(Photo: Greg Ginn of Black Flag)
Here's a great write-up in the London Review of Books of what sounds like a worthy book about the Velvet Underground. The review is excellent for a number of reasons. One, these sentences about the song "Heroin": "It’s a masterpiece, but a stupid masterpiece, like some of rock’s other great achievements. It certainly didn’t make sense on the radio. It made a little more sense on my tape player, when I was alone in my room."
And, two: for these observations about the Grateful Dead: "In the musical-historical imagination – with its New York v. California, but especially its punk v. hippie oppositions – the Dead ought to be the exact antithesis of the Velvet Underground. I can testify to the vehemence of this, again, from my own juvenile experience. By my teen years I had somehow wound up in a punk rock milieu, on one side of one of those yawning divides of style by which teenagers define themselves. We wore T-shirts of the White Light/White Heat album cover, which could not have existed when the album was originally released. Mere mention of liking the Grateful Dead was grounds for ostracism. In the punk rock schema, the Velvets were Papa (and Mama) punks, while the Dead were Papa hippies – and punks hate hippies. Yet when you look at the state of both bands at their contemporaneous founding moments in 1965-66, you find that the Velvet Underground and the Grateful Dead started out, in an odd way, as basically the same band. In fact, both bands started with the same name in 1965: the Warlocks. And both were quickly taken up by other cultural movements and artists from other genres to furnish ‘house bands’ for collective projects."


**Your objective:**
Write out each line of the entries exactly, starting at the first and finishing with the line that contains "The height and".

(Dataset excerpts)
══════════

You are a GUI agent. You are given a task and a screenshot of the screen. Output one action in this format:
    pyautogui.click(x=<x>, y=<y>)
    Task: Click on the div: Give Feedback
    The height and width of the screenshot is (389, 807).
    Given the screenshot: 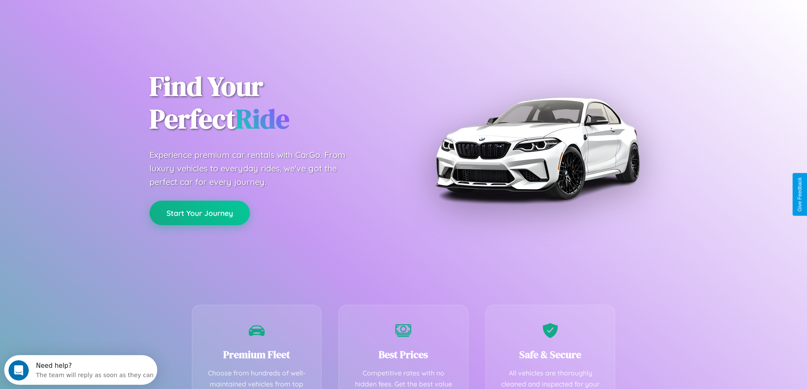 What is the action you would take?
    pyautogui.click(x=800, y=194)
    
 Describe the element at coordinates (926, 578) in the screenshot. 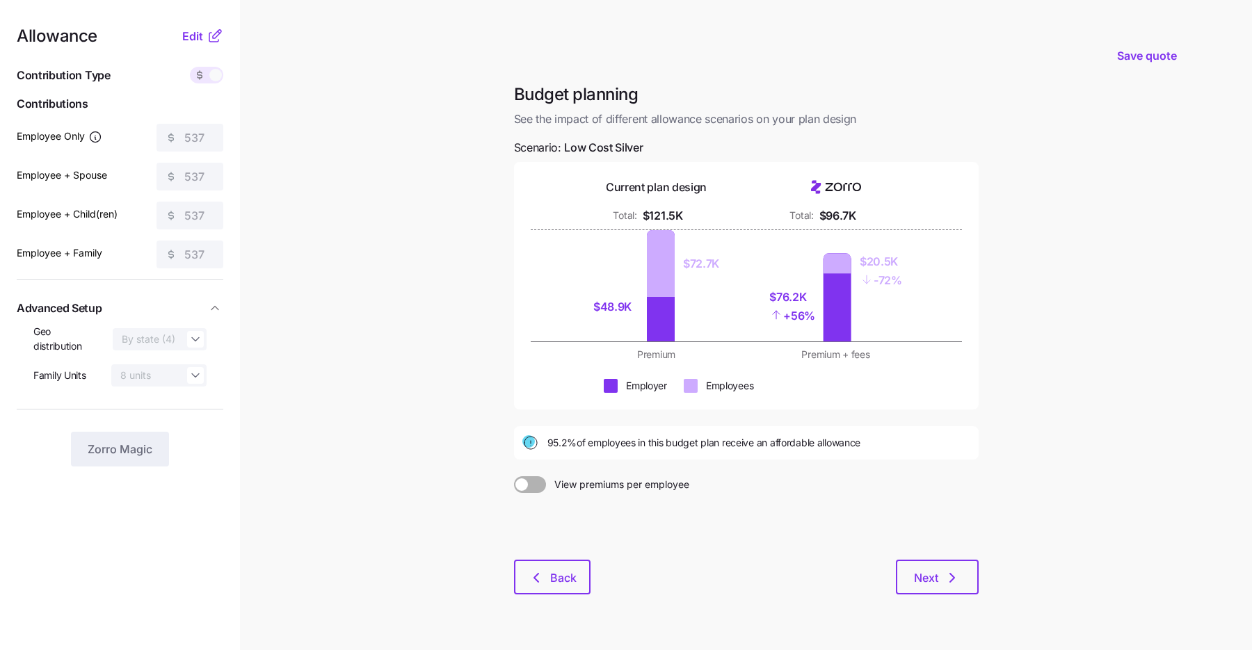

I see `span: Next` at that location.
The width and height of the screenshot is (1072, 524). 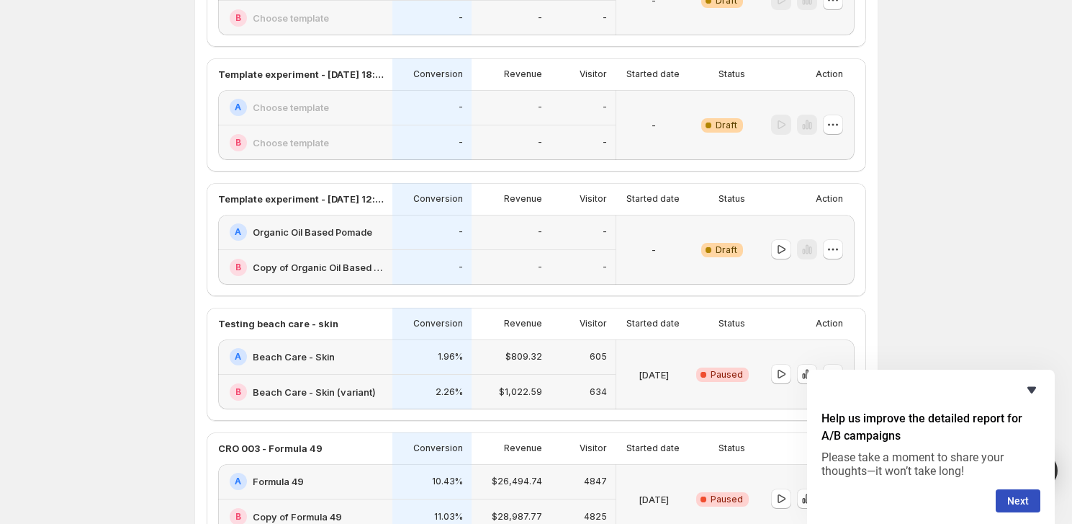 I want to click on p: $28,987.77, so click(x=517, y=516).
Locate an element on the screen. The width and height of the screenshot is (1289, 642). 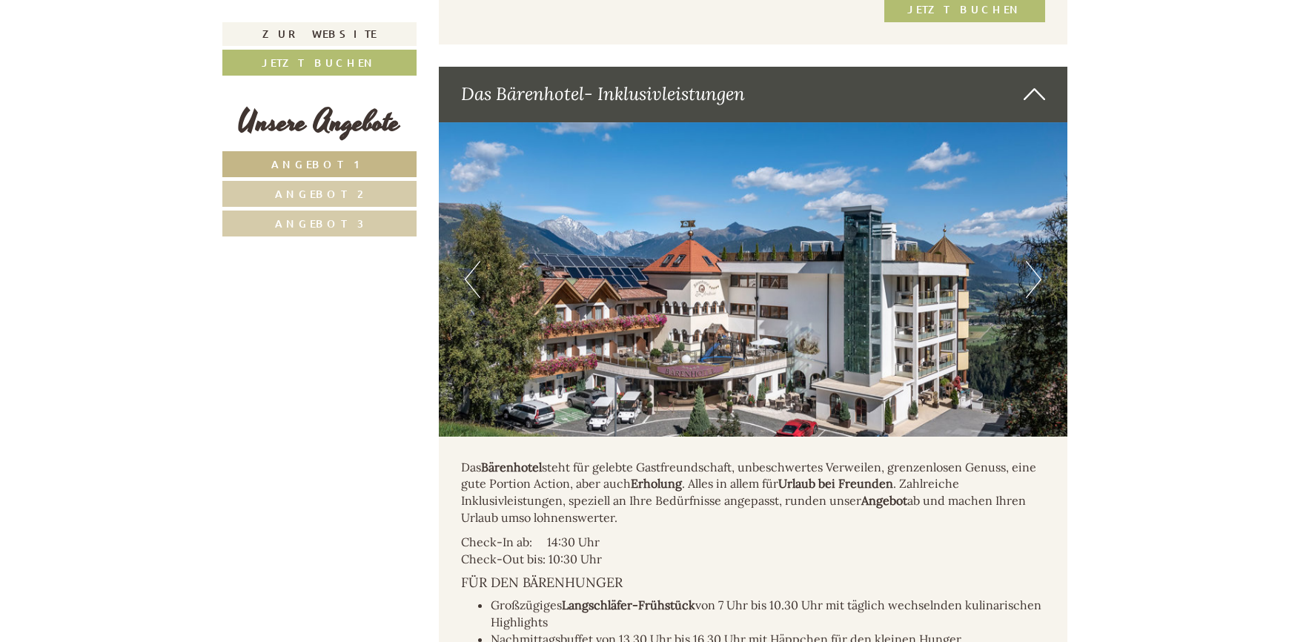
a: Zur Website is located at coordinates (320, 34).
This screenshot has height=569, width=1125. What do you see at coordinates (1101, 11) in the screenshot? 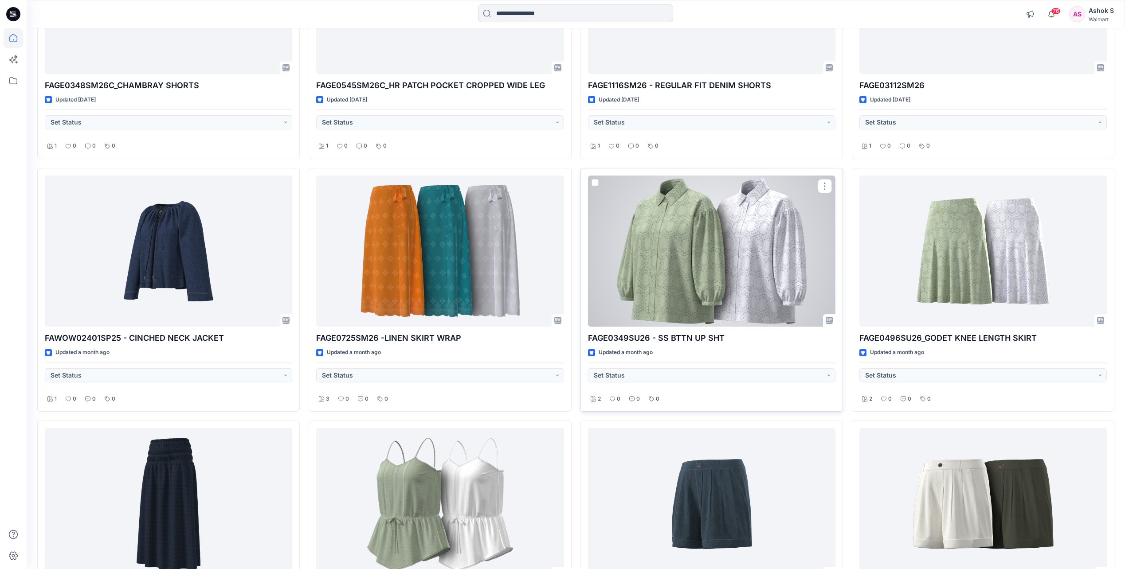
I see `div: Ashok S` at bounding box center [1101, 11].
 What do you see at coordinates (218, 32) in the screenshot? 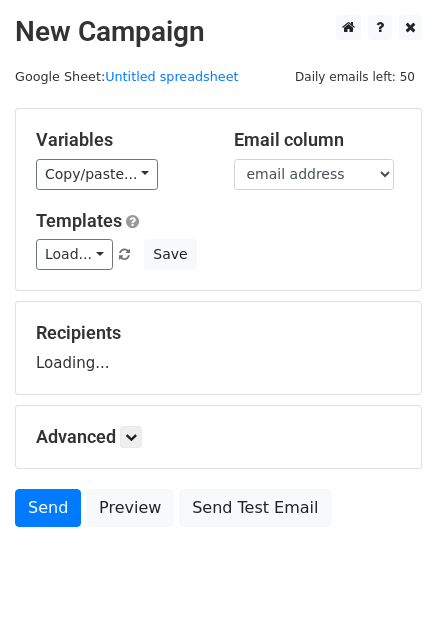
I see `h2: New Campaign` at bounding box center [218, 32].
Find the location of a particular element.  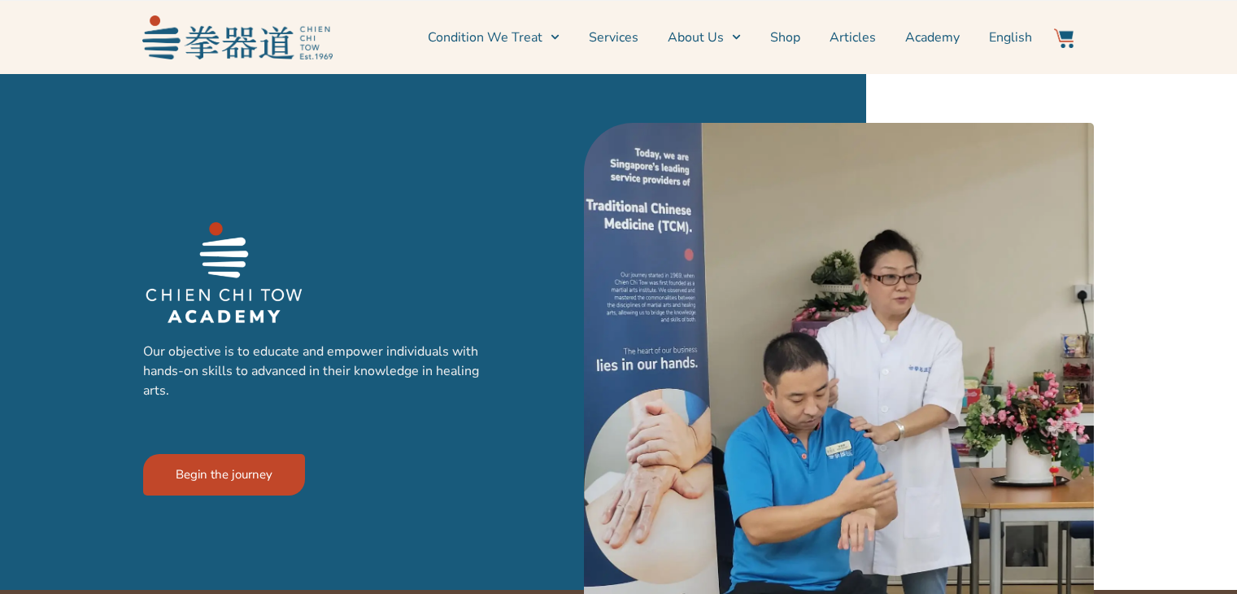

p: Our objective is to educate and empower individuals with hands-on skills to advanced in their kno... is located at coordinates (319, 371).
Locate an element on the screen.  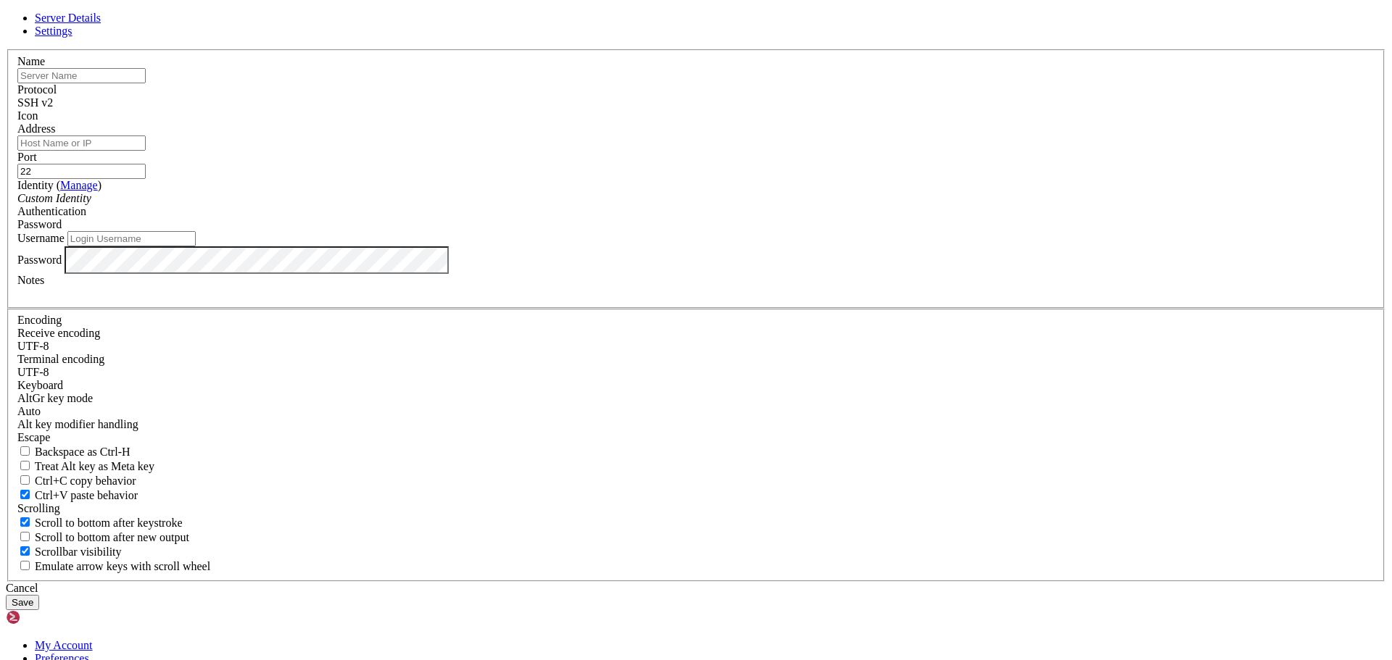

══════════

**Written answer:**
You are a GUI agent. You are given a task and a screenshot of the screen. Output one action in this format:
    pyautogui.click(x=<x>, y=<y>)
    Task: Click on the div: Give Feedback
    The height and width of the screenshot is (389, 807).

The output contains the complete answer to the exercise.